* Your task *
Would you please output all the records exactly as given? Pictures should not appear in the copy.

Collection entries:

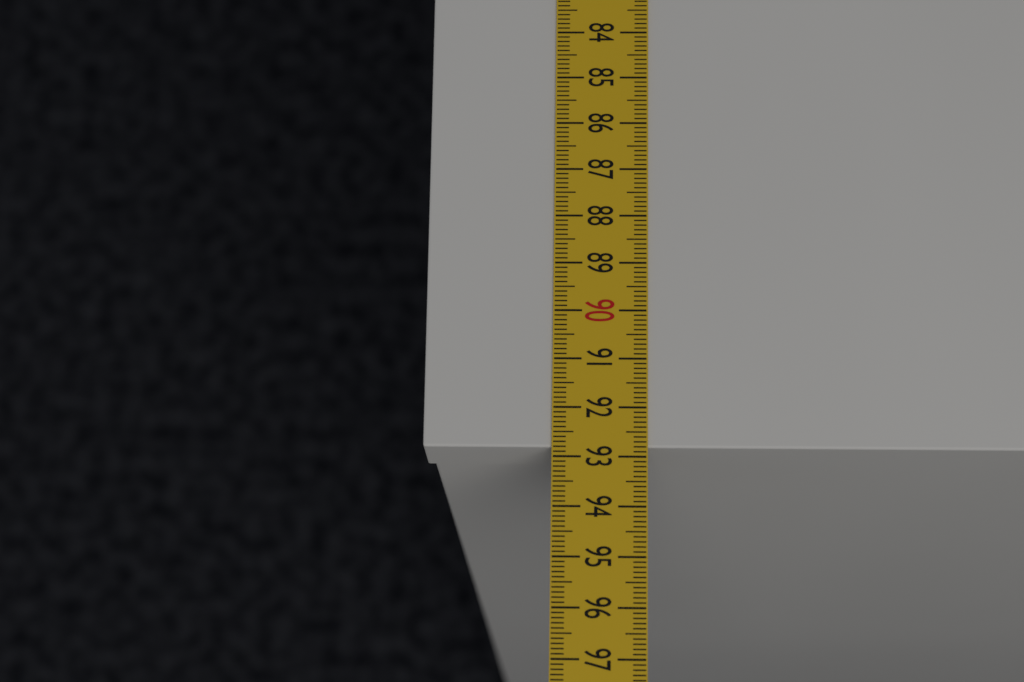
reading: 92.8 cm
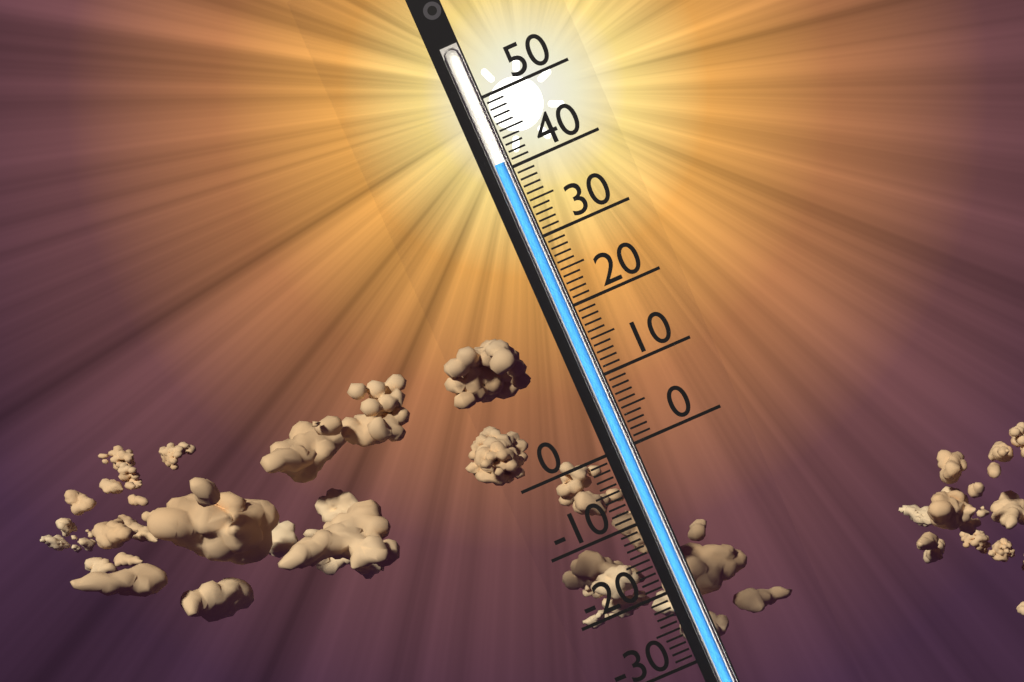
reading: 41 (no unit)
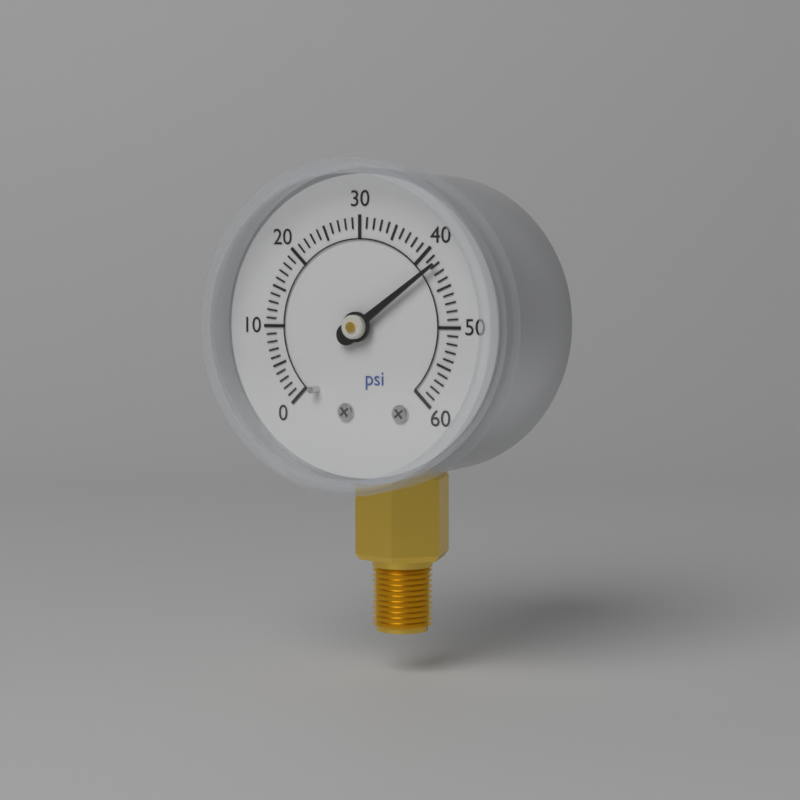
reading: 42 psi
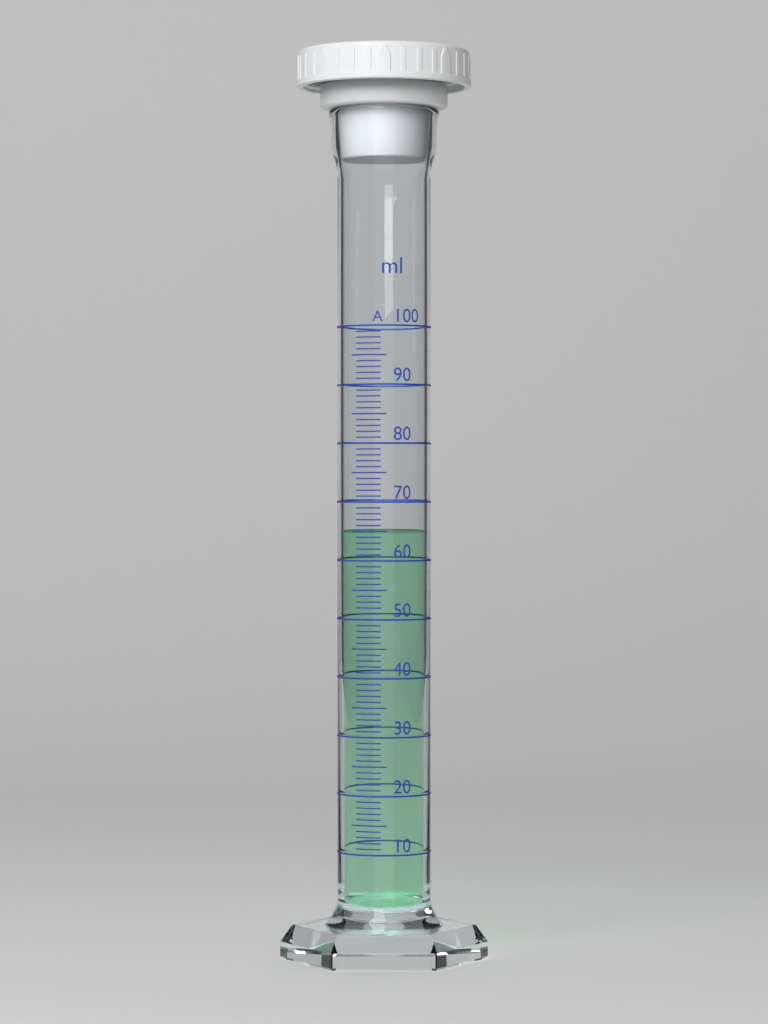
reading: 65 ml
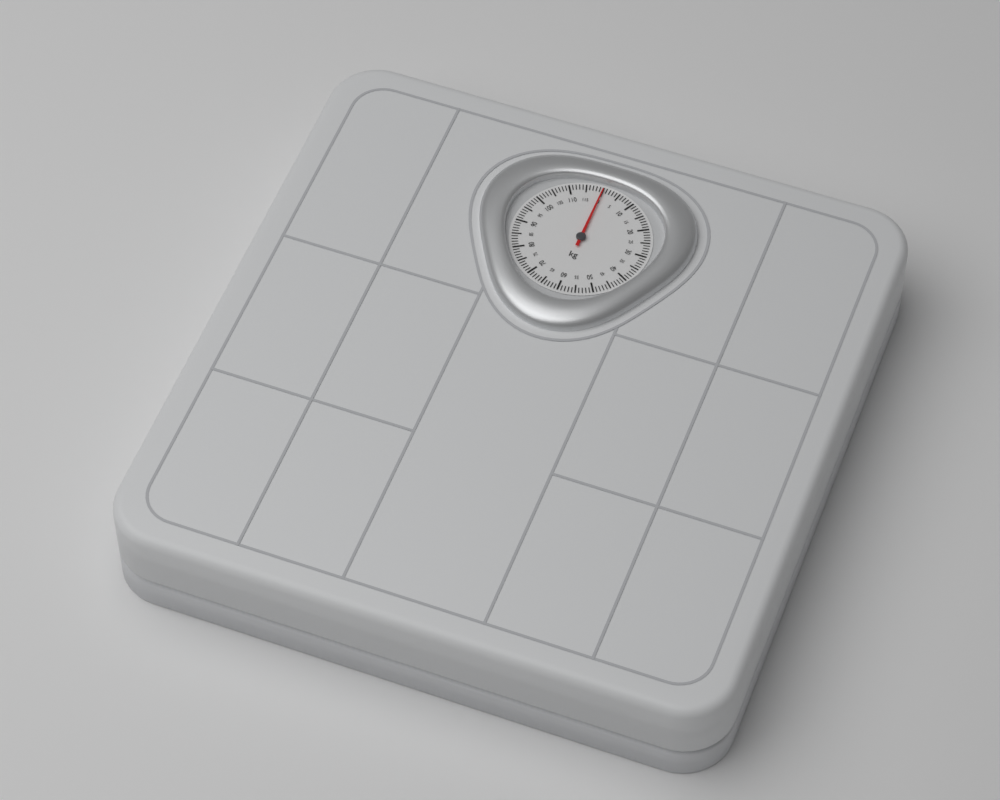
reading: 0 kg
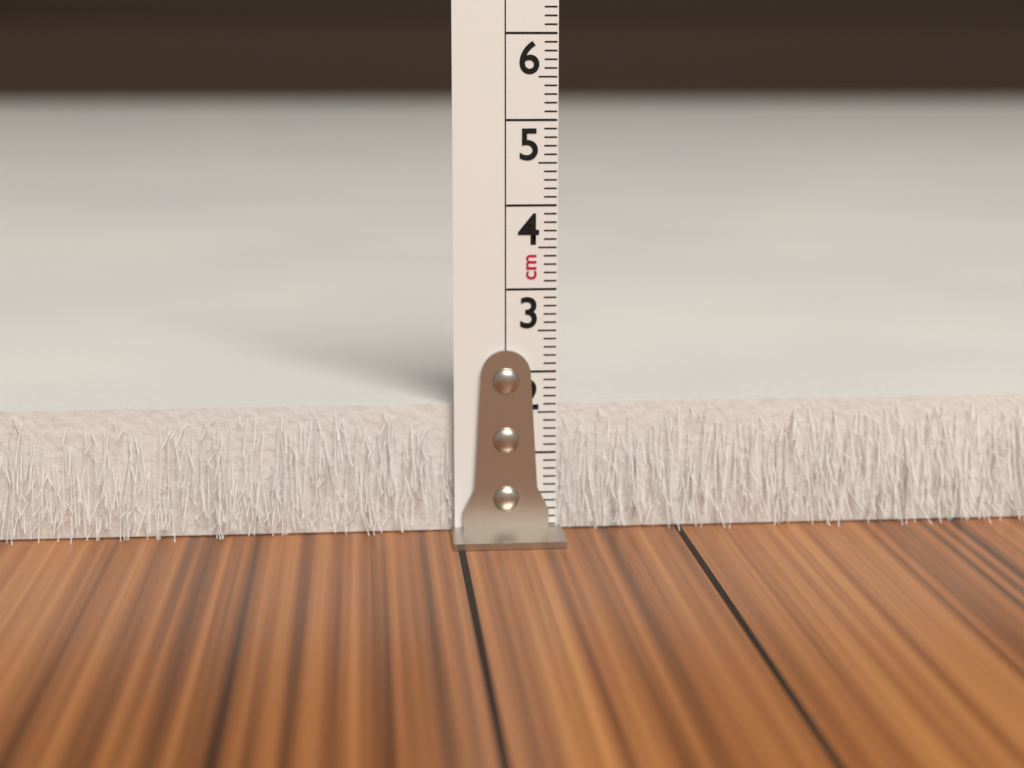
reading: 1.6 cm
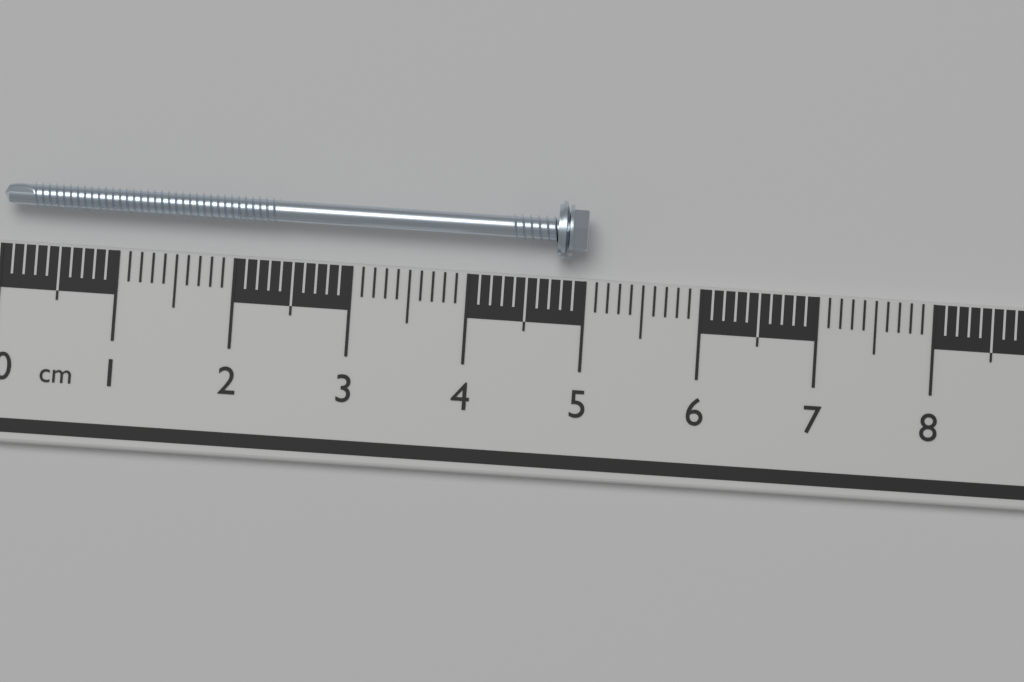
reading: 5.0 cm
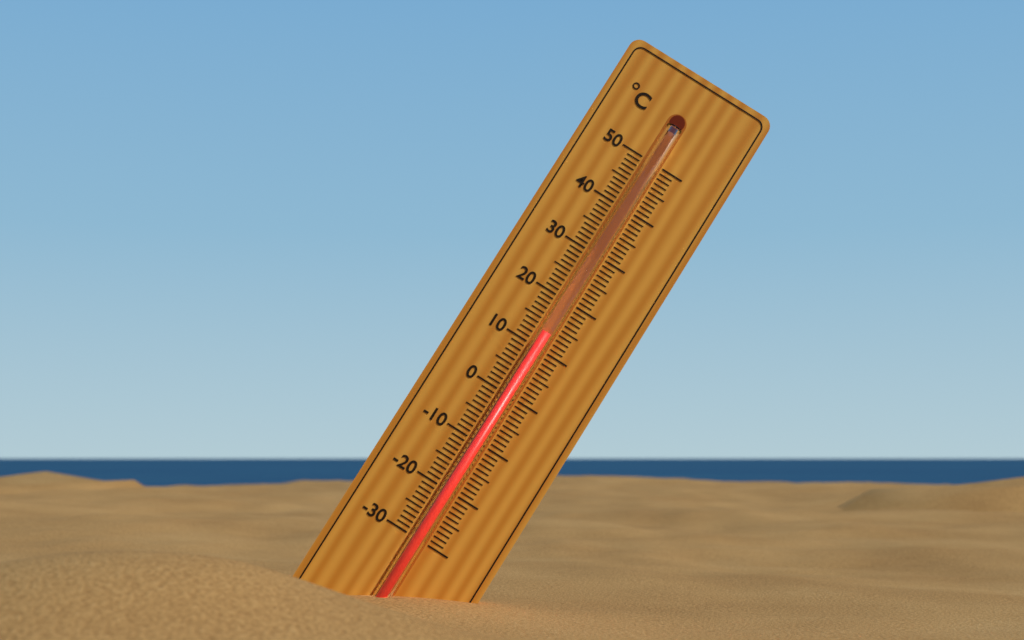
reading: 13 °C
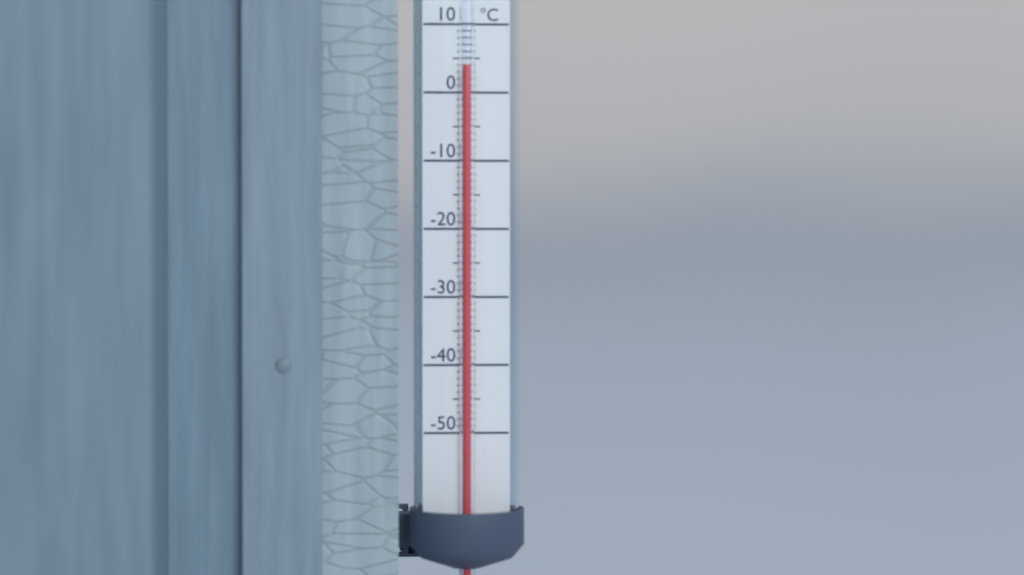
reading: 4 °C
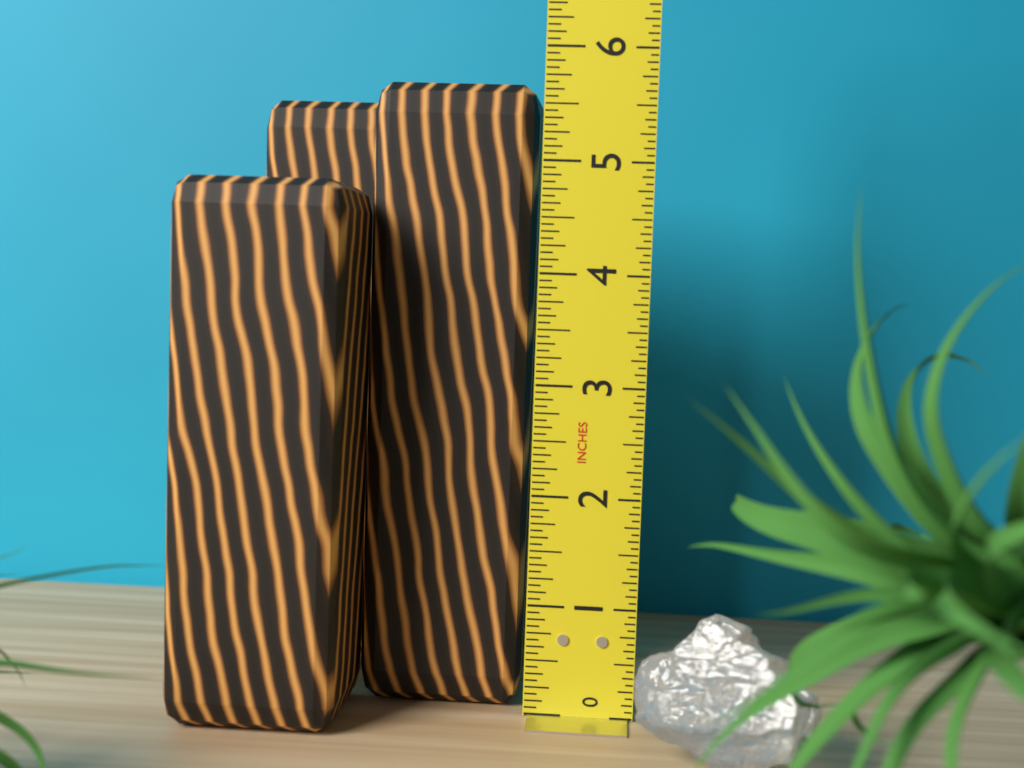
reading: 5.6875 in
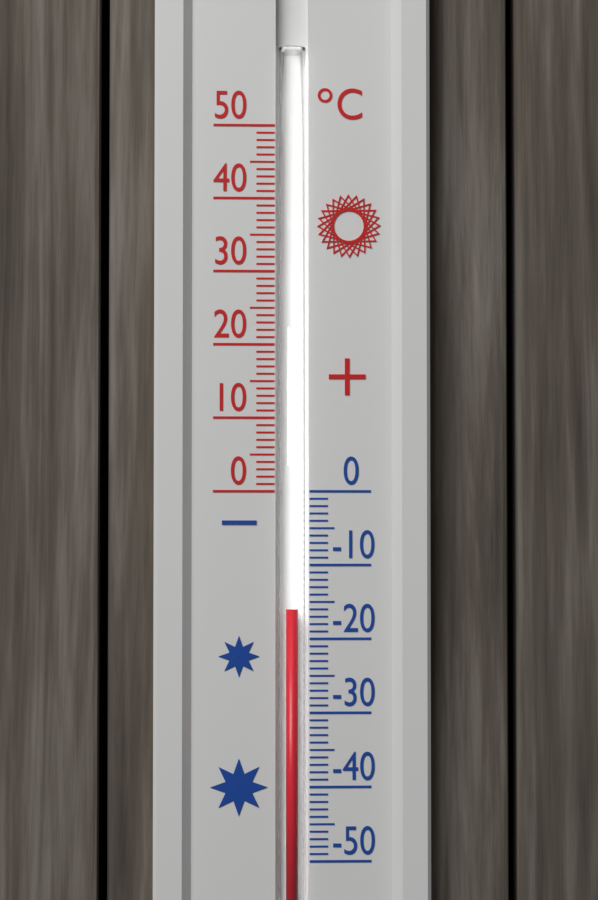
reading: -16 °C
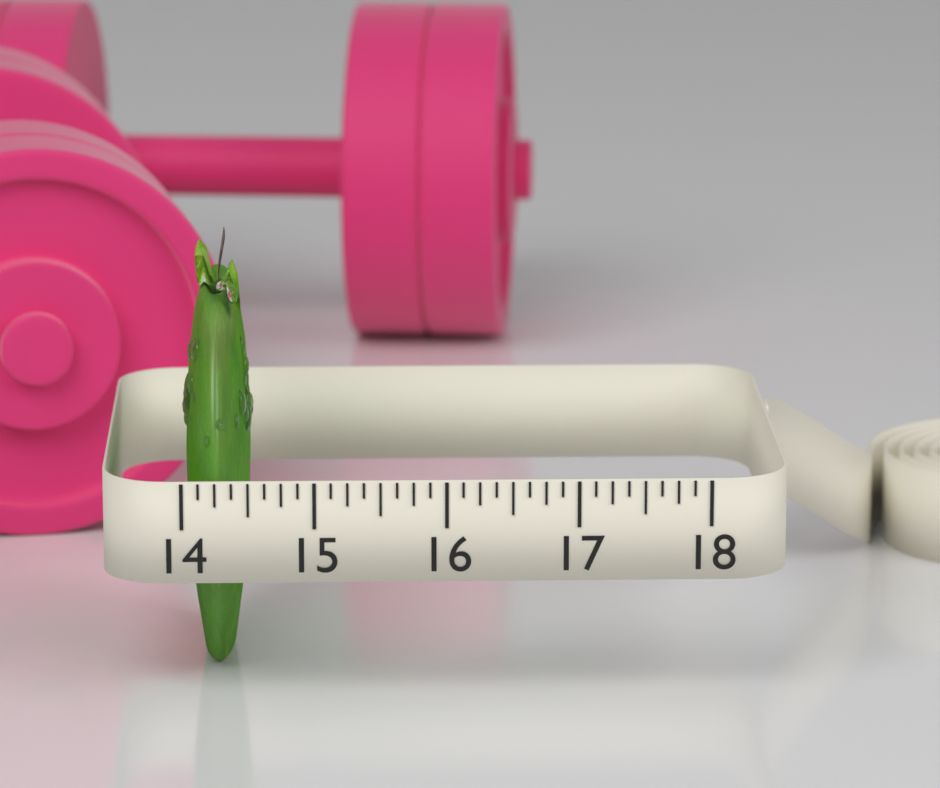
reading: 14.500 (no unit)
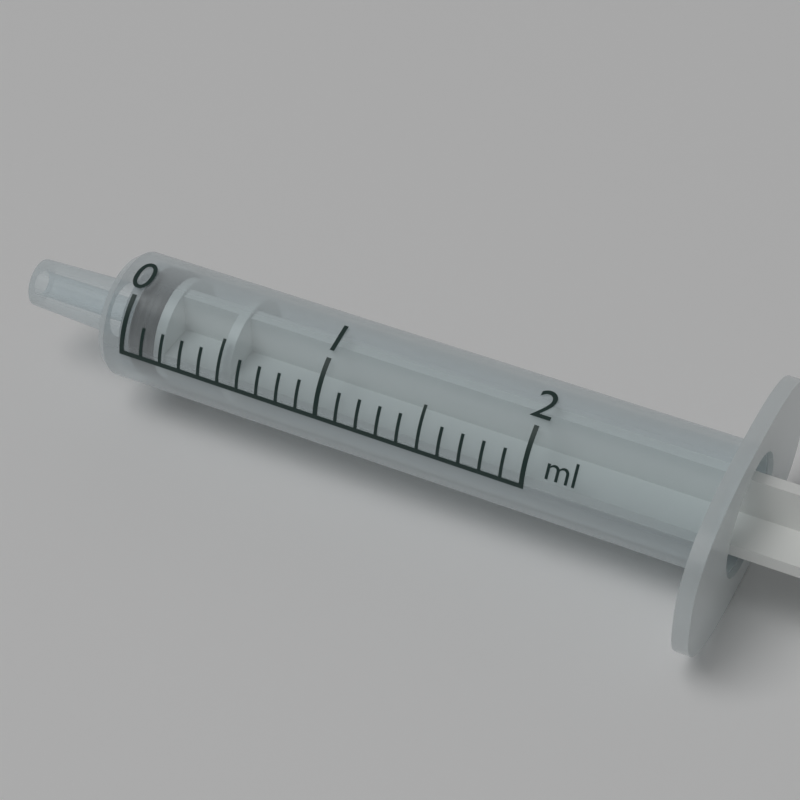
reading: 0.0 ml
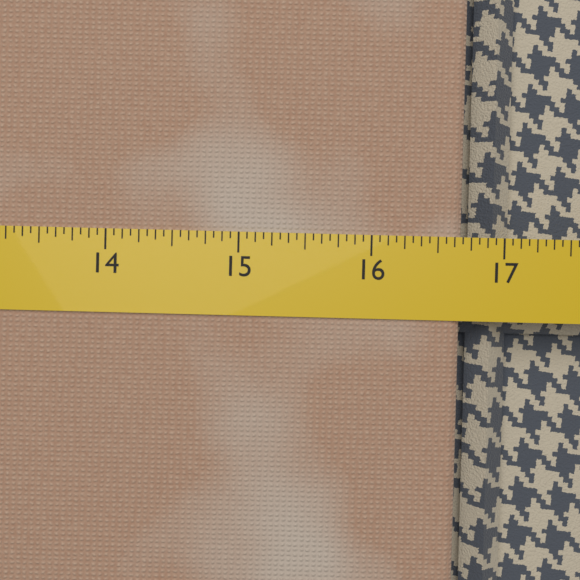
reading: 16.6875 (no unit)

* Final answer *
reading: 92.8 cm
reading: 41 (no unit)
reading: 42 psi
reading: 65 ml
reading: 0 kg
reading: 1.6 cm
reading: 5.0 cm
reading: 13 °C
reading: 4 °C
reading: 5.6875 in
reading: -16 °C
reading: 14.500 (no unit)
reading: 0.0 ml
reading: 16.6875 (no unit)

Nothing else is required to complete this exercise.